There are some folks who seem to have a perfect hand at internet writing. Some, like Victor Davis Hanson, hold impressive academic qualifications, while others, like Hugh Hewitt, used radio and blogging together to become major forces in the blogosphere. Then there is Glenn Reynolds, who simply wrote so much so well and so succinctly about so many things, that he simply became a site everyone read. The rest of us have succeeded to minor degrees, myself included, although I have a habit of picking fights with people. I was going to say it was an ‘unfortunate’ habit, except that I believe that most of those fights needed to be had. Hence I receive precious few Christmas cards, though fortunately I am taken seriously by so few people, that almost no one regards me as a serious threat to their political ambitions. I am annoying, nothing more.
But I am the sort to stand up for causes, especially when I see good men left deserted by those who once claimed to be loyal. In this case, I got into a disagreement regarding the – now common – habit of heaping blame onto President Bush by republicans, who not only believe the lies from the Left but forget that the President was one of very few people to warn the nation years ago that this sort of crisis was coming. I am an accountant, and while I cannot claim to be the equal of Bernanke or Paulson, I have been following the events which brought about this crisis for three + years now, and my MBA studies have reinforced understanding of the economic pressures at work. Bush was and is right, and the many who are howling outrage against him now are completely, utterly, shamefully wrong.

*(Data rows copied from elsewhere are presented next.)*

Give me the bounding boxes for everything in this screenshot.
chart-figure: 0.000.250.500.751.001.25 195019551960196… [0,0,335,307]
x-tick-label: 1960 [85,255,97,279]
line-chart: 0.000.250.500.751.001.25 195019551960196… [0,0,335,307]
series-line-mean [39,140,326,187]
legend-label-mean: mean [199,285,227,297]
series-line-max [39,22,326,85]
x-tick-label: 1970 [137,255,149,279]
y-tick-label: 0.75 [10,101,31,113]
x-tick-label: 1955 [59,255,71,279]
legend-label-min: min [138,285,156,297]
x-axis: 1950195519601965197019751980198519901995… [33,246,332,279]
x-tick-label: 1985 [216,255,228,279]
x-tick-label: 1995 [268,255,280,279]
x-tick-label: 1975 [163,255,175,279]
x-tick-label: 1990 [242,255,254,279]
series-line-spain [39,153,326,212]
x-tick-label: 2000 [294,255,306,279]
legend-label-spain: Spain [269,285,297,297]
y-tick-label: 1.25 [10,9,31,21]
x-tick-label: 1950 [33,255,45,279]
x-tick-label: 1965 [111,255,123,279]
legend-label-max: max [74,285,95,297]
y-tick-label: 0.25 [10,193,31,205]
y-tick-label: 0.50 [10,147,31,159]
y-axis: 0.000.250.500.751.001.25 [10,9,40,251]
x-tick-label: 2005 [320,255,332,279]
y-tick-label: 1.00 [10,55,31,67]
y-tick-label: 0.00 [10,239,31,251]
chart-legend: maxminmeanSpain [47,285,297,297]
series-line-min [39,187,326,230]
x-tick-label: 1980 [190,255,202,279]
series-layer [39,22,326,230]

As is the case with so many important issues, President Bush was dead on from the start. But his supporters deserted him, questioned his judgment when they themselves did not have a clue, and they cut his legs out from under him. This disintegrated the GOP unity, along with other extremely foolish defections by people with large egos and no sense of duty.

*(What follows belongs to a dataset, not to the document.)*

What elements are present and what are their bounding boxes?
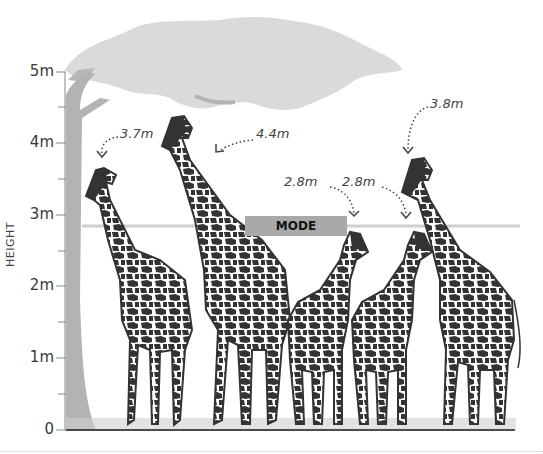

I will not question the President in this case for even a moment, because he was left totally abandoned. Not a single House or Senate republican went along with President Bush, even though none of them had a background which qualified them as well as Bush to understand the forces at work and none of them (except McCain) had lifted a finger to stop this crisis from happening, much less carried the issue to the public the way Bush did. At the point where he was presented with the bill, Bush had two choices, neither of them palatable. He could either sign a bill loaded with things he would never have chosen to support, or he could allow a bad situation to become a catastrophe.

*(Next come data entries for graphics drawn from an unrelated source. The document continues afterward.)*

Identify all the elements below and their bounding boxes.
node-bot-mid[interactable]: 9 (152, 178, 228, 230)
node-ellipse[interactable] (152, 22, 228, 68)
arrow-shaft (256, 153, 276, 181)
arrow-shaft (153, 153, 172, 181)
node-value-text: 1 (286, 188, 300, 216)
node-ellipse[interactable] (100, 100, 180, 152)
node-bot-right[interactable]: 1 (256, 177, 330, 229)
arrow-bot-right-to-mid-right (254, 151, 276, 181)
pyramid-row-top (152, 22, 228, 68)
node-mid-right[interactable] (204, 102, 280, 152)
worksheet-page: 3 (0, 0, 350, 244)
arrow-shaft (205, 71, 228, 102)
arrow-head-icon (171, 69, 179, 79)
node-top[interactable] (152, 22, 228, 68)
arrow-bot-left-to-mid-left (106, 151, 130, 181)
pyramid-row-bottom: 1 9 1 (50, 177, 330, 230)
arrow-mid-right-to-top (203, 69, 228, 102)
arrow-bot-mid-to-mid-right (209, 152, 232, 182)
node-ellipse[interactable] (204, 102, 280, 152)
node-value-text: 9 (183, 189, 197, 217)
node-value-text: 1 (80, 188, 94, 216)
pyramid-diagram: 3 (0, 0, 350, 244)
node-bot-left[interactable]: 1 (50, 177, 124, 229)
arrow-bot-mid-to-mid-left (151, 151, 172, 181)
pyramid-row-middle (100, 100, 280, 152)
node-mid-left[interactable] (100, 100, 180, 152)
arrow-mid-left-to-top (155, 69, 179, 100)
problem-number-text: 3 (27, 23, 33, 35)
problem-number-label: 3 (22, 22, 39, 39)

You may either believe me or not, but if this bill had not passed, the Dow and the Dollar would each lose at least 25% of their value before the year’s end. By election day, things would be so bad that nearly every House and Senate seat would go to the Democrats because of the way the media has falsely laid blame, and you would see 2009 usher in an era of Socialism such as you would not have believed possible, unless – like me – you have studied similar crises in England, Japan, Russia, and Italy. Confidence was already fragile, and I do not think many people understand what was happening in European and Asian markets. To be blunt, a number of major nations were about to dump US Treasury notes, and the projections of consumer confidence would mean the worst economic collapse since 1932. Bush, as always, did the right thing, and as usual even the people who wanted him to do it, needed him to do it, made sure all the blame and none of the credit was laid at his name. Many republicans have believed the lies of evil men and deserted a good and honorable President, who also happened to be right again. The President has earned better than that from people who claim to be his friends. My loyalty is not so timid, nor my judgment so capricious that I believe men I know to be liars, rather than a proven friend and defender of the nation.